### [What you should do]
Could you return only the lines that run from the line with "What do you see at coordinates (345, 47)" through the final line of the data, exactly as they stand?

Start of Input

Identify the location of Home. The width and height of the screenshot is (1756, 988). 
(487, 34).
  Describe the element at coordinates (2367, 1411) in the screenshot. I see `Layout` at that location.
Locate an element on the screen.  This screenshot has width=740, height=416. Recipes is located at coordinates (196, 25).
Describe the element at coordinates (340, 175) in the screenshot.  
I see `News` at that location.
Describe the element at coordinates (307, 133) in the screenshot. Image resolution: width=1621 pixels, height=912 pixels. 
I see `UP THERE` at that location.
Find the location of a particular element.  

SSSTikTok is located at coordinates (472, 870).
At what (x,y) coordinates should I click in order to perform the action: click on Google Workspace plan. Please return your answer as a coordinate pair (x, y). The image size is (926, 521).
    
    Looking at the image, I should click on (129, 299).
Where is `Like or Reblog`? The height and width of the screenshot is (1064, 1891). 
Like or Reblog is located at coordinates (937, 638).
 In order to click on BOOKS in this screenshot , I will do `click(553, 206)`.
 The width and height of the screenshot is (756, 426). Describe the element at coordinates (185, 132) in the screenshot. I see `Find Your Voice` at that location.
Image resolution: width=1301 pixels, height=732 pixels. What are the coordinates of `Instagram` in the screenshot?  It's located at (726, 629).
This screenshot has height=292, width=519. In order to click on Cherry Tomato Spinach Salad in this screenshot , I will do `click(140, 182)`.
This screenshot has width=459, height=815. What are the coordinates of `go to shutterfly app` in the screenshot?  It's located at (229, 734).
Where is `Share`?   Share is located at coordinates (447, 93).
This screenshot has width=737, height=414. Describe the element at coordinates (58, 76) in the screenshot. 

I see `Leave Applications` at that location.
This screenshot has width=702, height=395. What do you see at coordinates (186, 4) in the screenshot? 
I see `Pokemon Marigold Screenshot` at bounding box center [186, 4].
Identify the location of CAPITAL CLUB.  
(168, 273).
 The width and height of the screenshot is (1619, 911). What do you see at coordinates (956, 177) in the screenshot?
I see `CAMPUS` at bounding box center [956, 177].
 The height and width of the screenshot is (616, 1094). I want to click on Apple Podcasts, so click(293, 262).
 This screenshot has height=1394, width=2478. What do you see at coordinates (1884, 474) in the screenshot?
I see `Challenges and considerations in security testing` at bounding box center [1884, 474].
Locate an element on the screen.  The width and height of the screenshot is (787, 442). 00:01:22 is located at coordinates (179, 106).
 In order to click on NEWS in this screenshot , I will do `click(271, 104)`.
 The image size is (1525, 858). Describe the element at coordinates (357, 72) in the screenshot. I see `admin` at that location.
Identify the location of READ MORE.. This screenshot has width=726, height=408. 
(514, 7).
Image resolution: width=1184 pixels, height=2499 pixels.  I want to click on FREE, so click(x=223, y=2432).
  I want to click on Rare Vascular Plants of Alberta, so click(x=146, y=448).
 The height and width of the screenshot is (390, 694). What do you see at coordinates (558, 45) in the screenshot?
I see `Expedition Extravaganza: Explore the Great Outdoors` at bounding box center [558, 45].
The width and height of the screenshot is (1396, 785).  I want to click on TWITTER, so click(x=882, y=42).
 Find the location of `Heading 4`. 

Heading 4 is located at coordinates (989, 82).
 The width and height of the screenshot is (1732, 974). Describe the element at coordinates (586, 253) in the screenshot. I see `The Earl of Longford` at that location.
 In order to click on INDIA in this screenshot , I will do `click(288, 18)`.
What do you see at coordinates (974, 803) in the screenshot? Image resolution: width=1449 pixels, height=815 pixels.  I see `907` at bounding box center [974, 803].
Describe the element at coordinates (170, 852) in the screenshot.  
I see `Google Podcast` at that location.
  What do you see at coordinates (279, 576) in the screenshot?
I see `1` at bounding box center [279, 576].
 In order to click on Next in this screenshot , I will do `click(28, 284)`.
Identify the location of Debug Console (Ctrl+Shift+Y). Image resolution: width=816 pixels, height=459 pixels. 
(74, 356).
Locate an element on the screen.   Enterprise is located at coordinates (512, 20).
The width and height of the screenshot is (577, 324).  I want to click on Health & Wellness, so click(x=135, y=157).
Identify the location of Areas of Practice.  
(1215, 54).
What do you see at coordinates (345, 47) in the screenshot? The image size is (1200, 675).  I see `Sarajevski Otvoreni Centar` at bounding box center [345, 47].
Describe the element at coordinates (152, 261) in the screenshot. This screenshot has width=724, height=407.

End of Input

### [Task response]
What do you see at coordinates (345, 47) in the screenshot? The image size is (1200, 675).  I see `Sarajevski Otvoreni Centar` at bounding box center [345, 47].
Describe the element at coordinates (152, 261) in the screenshot. This screenshot has width=724, height=407.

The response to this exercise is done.